YOU LOVE THE "BANANAPHONE"...
THEREFORE, BUY SOME CRAP.
IT WILL KEEP THE SITE ALIVE, AND YOU HAPPY WITH YOUR "BANANAPHONE" MERCHANDISE.
Thank you,
W.T. Snacks
So, still don't believe. :)
no subject
Date: 2004-05-08 02:30 am (UTC)And it still works for me. :D
Adam
no subject
Date: 2004-05-06 06:25 pm (UTC)And if I weren't so tired, I might have had a more intellectual comment for you, but as it is, some thought/memory just briefly flickered and.... too tired to... probably not related to your topic anyway. eh.
Your views and GreenAmber's don't seem contradictory to me. But then again, maybe I'm too tired to see it.
no subject
Date: 2004-05-07 04:29 am (UTC)So, is a cat conscious or not? How would you design an experiment to find out?
no subject
Date: 2004-05-07 11:06 am (UTC)no subject
Date: 2004-05-07 05:44 pm (UTC)no subject
Date: 2004-05-07 07:24 pm (UTC)Most people would claim they know what consciousness is and they themselves are conscious. That they can't come up with a definition of consciousness to test for consciousness in others gives rise to three possibilities (at a quick count)...
1) Consciousness actually doesn't exist.
Given I find my own consciousness as real as this keyboard I'm typing on, (in fact I find my consciousness more real, given a keyboard may appear in one of my dreams), I reject this.
2) Consciousness does exist, as could a test for it in others, but we've just not figured out what the test is yet.
This I'm unsure of, in that I don't know if anyone claims to have a valid test for consciousness. Does anyone know of any? (Okay, it must be over a day since this thread started so anyone's probably left the building...)
3) Consciousness does exist, but only the conscious can detect it, and only in themselves. ie, a test for consciousness in others is impossible.

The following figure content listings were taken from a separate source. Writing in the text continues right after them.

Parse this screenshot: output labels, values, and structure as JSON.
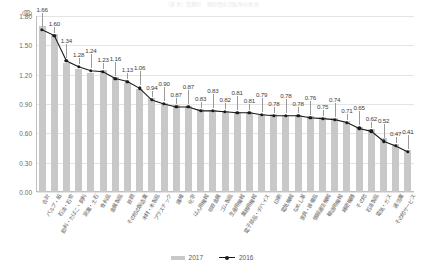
{
  "title": "（参考）業種別　棚卸資産回転率の推移",
  "axis": {
    "y_unit": "(回)",
    "y_ticks": [
      "0.00",
      "0.30",
      "0.60",
      "0.90",
      "1.20",
      "1.50",
      "1.80"
    ],
    "y_min": 0,
    "y_max": 1.8
  },
  "legend": {
    "items": [
      {
        "label": "2017",
        "marker": "bar-swatch",
        "color": "#c8c8c8"
      },
      {
        "label": "2016",
        "marker": "line-marker",
        "color": "#1a1a1a"
      }
    ]
  },
  "chart_data": {
    "type": "bar",
    "title": "（参考）業種別　棚卸資産回転率の推移",
    "xlabel": "",
    "ylabel": "(回)",
    "ylim": [
      0,
      1.8
    ],
    "ytick_step": 0.3,
    "grid": true,
    "legend_position": "bottom-center",
    "categories": [
      "合計",
      "パルプ・紙",
      "石油・石炭",
      "飲料・たばこ・飼料",
      "窯業・土石",
      "食料品",
      "金属製品",
      "鉄鋼",
      "その他の製造業",
      "木材・木製品",
      "プラスチック",
      "繊維",
      "化学",
      "はん用機械",
      "非鉄金属",
      "ゴム製品",
      "生産用機械",
      "業務用機械",
      "電子部品・デバイス",
      "印刷",
      "電気機械",
      "なめし革",
      "家具・装備品",
      "情報通信機械",
      "輸送用機械",
      "精密機器",
      "その他",
      "石油製品",
      "電気・ガス",
      "通信業",
      "その他サービス"
    ],
    "series": [
      {
        "name": "2017",
        "type": "bar",
        "color": "#c8c8c8",
        "values": [
          1.7,
          1.62,
          1.32,
          1.26,
          1.22,
          1.25,
          1.18,
          1.11,
          1.05,
          0.96,
          0.91,
          0.89,
          0.88,
          0.85,
          0.84,
          0.83,
          0.82,
          0.82,
          0.8,
          0.8,
          0.79,
          0.79,
          0.78,
          0.77,
          0.76,
          0.73,
          0.67,
          0.64,
          0.55,
          0.49,
          0.43
        ]
      },
      {
        "name": "2016",
        "type": "line",
        "color": "#1a1a1a",
        "values": [
          1.66,
          1.6,
          1.34,
          1.28,
          1.24,
          1.23,
          1.16,
          1.13,
          1.06,
          0.94,
          0.9,
          0.87,
          0.87,
          0.83,
          0.83,
          0.82,
          0.81,
          0.81,
          0.79,
          0.78,
          0.78,
          0.78,
          0.76,
          0.75,
          0.74,
          0.71,
          0.65,
          0.62,
          0.52,
          0.47,
          0.41
        ],
        "data_labels": [
          "1.66",
          "1.60",
          "1.34",
          "1.28",
          "1.24",
          "1.23",
          "1.16",
          "1.13",
          "1.06",
          "0.94",
          "0.90",
          "0.87",
          "0.87",
          "0.83",
          "0.83",
          "0.82",
          "0.81",
          "0.81",
          "0.79",
          "0.78",
          "0.78",
          "0.78",
          "0.76",
          "0.75",
          "0.74",
          "0.71",
          "0.65",
          "0.62",
          "0.52",
          "0.47",
          "0.41"
        ]
      }
    ]
  }
}
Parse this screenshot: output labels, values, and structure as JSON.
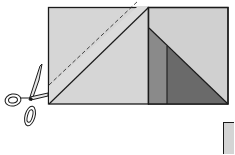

Instinct suggests to me that this is probably the truth of the matter. Which doesn't mean it's outside of nature - just that the test for consciousness is "Are you conscious?" addressed to yourself.
no subject
Date: 2004-05-08 01:58 am (UTC)Merriam-Webster's website offers:
1 a : the quality or state of being aware especially of something within oneself b : the state or fact of being conscious of an external object, state, or fact c : AWARENESS; especially : concern for some social or political cause
2 : the state of being characterized by sensation, emotion, volition, and thought : MIND
3 : the totality of conscious states of an individual
4 : the normal state of conscious life
5 : the upper level of mental life of which the person is aware as contrasted with unconscious processes
Any of them suit you?
no subject
Date: 2004-05-08 04:42 am (UTC)no subject
Date: 2004-05-08 04:51 am (UTC)The problem there is that some people will instantly change the tests the moment that a cat/rat/black person/computer person passes them, claiming that, as a [non-person] has passed them, the tests are wrong.
Eitehr that or we have to wait until we can take people apart sufficiently to explain where the states of being come from and then see if similar causes occur in cats. Which I remain hopeful of, but not until 2030-2050.
no subject
Date: 2004-05-08 06:43 am (UTC)Perhaps there is a difference due to the validity of projecting hunger behaviour onto non-you things and the validity of projecting consciousness behaviour onto non-you things, but that's all hugely subjective and presumes some specialness about consciousness, which I think is a fallacy.